The American power grid is entering a period of unprecedented stress. As demand from data centers, electric vehicles, and electrified manufacturing continues to accelerate, the generation fleet responsible for meeting that demand is simultaneously shrinking. The result is a reliability gap that most policymakers have yet to fully grasp.
According to the North American Electric Reliability Corporation, peak electricity demand in the United States is projected to grow by over 120 gigawatts in the next decade — roughly equivalent to adding the entire generating capacity of Texas to the national grid. Yet planned retirements of coal, natural gas, and nuclear plants continue to outpace new dispatchable generation coming online.
The baseload paradox
At the core of this challenge lies what might be called the baseload paradox. As intermittent renewable sources — primarily wind and solar — have grown to represent a larger share of the generation mix, the economic viability of the very plants that keep the grid stable during periods of low renewable output has deteriorated.
Natural gas peaker plants, which operate only during periods of peak demand, face increasingly compressed operating margins. Nuclear plants, despite their unmatched capacity factors and zero-emission profiles, struggle to compete in wholesale markets that undervalue their reliability contributions. The result is a generation portfolio that looks increasingly fragile precisely when it needs to be most robust.
We are systematically dismantling the infrastructure that keeps the lights on during extreme weather events — and replacing it with generation that cannot be dispatched on demand.
Mark P. Mills, NCEA Senior FellowCascading risk: beyond blackouts
The consequences of grid instability extend far beyond the inconvenience of rolling blackouts. When reserve margins tighten, electricity prices become volatile. Industrial consumers — from semiconductor fabs to pharmaceutical manufacturers — face operational uncertainty that undermines capital investment decisions. Data center operators, who require contractual guarantees of near-perfect uptime, may redirect billions in planned infrastructure spending to regions with more reliable power.
The economic modeling is stark. Research from NCEA estimates that each percentage point decline in grid reliability metrics correlates with measurable reductions in regional GDP growth, particularly in energy-intensive manufacturing corridors. For states actively competing for data center investment, grid reliability has become a decisive factor in corporate site selection.
The AI demand accelerant
The rapid scaling of artificial intelligence workloads has introduced a demand variable that most grid planners did not anticipate even three years ago. A single large-scale AI training cluster can consume as much electricity as a small city. The race among technology companies to build ever-larger computing infrastructure is creating concentrated load pockets that existing transmission networks were never designed to serve.
Unlike traditional data center loads, which can be somewhat flexible in their timing, AI training runs represent sustained, high-intensity demand that cannot easily be shifted or curtailed. This creates a baseload demand profile that paradoxically mirrors the very type of generation being retired from the fleet.
What policymakers should consider
Addressing the reliability gap will require coordinated action across multiple policy dimensions. Based on NCEA's research, several priority areas emerge:
- Capacity market reform — Current market designs in most regions fail to adequately compensate generators for the reliability services they provide. Reforms should ensure that dispatchable generation receives appropriate value for its contribution to grid stability.
- Permitting and licensing acceleration — New nuclear, natural gas, and advanced geothermal projects face regulatory timelines that are fundamentally incompatible with the pace of demand growth. Streamlined permitting processes are essential.
- Transmission infrastructure investment — Even where generation capacity exists, inadequate transmission often prevents it from reaching load centers. The current pace of transmission buildout needs to roughly triple.
- Technology-neutral clean energy standards — Policies that prescribe specific generation technologies rather than setting performance standards risk constraining the flexibility needed to maintain reliability while reducing emissions.
The path forward
The United States has navigated energy transitions before, but never at this pace and never with demand growth of this magnitude. The decisions made by federal and state policymakers over the next two to three years will determine whether the grid remains capable of supporting both the digital economy and the broader industrial base.
NCEA will continue to provide nonpartisan analysis and direct briefings to officials at all levels of government. Our goal is to ensure that energy policy decisions are grounded in rigorous data rather than ideological assumptions — because the stakes are too high for anything less.
1 North American Electric Reliability Corporation, 2025 Long-Term Reliability Assessment.
2 NCEA analysis based on EIA Annual Energy Outlook 2025 projections and state-level retirement filings.
3 Based on NCEA economic modeling using regional GDP data and NERC reliability metrics, 2020-2025.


## YOUR ASSIGNMENT
All lines from the one with "Highlight 'footwear'." to the end of the entries below must be written out exactly. Leave out any other line.

## EXERCISE MATERIALS
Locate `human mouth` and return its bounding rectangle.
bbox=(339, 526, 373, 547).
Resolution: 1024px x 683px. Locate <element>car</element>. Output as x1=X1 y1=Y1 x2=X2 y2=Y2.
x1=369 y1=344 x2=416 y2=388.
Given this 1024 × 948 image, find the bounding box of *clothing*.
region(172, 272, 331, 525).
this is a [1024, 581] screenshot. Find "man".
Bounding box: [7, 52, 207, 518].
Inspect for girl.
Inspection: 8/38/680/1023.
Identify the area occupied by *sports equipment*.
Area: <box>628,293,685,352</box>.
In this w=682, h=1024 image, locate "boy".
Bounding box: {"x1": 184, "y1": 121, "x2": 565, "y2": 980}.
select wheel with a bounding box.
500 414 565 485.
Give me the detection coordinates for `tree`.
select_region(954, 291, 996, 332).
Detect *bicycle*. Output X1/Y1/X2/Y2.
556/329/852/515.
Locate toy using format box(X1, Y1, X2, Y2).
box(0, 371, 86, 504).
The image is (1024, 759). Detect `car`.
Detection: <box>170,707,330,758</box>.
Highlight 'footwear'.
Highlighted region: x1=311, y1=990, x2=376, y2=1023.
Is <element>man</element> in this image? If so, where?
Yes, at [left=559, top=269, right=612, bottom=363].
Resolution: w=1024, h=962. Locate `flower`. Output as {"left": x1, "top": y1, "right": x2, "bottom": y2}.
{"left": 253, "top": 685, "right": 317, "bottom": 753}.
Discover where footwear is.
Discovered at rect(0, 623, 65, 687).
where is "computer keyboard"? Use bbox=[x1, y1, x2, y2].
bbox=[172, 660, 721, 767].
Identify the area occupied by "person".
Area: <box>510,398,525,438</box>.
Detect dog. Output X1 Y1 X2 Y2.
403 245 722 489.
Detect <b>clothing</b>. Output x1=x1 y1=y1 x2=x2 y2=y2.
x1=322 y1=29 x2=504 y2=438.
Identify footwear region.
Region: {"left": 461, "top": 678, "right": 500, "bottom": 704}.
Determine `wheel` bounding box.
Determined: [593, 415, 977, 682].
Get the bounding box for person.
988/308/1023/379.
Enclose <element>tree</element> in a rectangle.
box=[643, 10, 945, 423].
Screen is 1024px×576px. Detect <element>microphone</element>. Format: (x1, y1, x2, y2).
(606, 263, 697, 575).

## RESULT
Highlight 'footwear'.
Highlighted region: x1=311, y1=990, x2=376, y2=1023.
Is <element>man</element> in this image? If so, where?
Yes, at [left=559, top=269, right=612, bottom=363].
Resolution: w=1024, h=962. Locate `flower`. Output as {"left": x1, "top": y1, "right": x2, "bottom": y2}.
{"left": 253, "top": 685, "right": 317, "bottom": 753}.
Discover where footwear is.
Discovered at rect(0, 623, 65, 687).
where is "computer keyboard"? Use bbox=[x1, y1, x2, y2].
bbox=[172, 660, 721, 767].
Identify the area occupied by "person".
Area: <box>510,398,525,438</box>.
Detect dog. Output X1 Y1 X2 Y2.
403 245 722 489.
Detect <b>clothing</b>. Output x1=x1 y1=y1 x2=x2 y2=y2.
x1=322 y1=29 x2=504 y2=438.
Identify footwear region.
Region: {"left": 461, "top": 678, "right": 500, "bottom": 704}.
Determine `wheel` bounding box.
Determined: [593, 415, 977, 682].
Get the bounding box for person.
988/308/1023/379.
Enclose <element>tree</element> in a rectangle.
box=[643, 10, 945, 423].
Screen is 1024px×576px. Detect <element>microphone</element>. Format: (x1, y1, x2, y2).
(606, 263, 697, 575).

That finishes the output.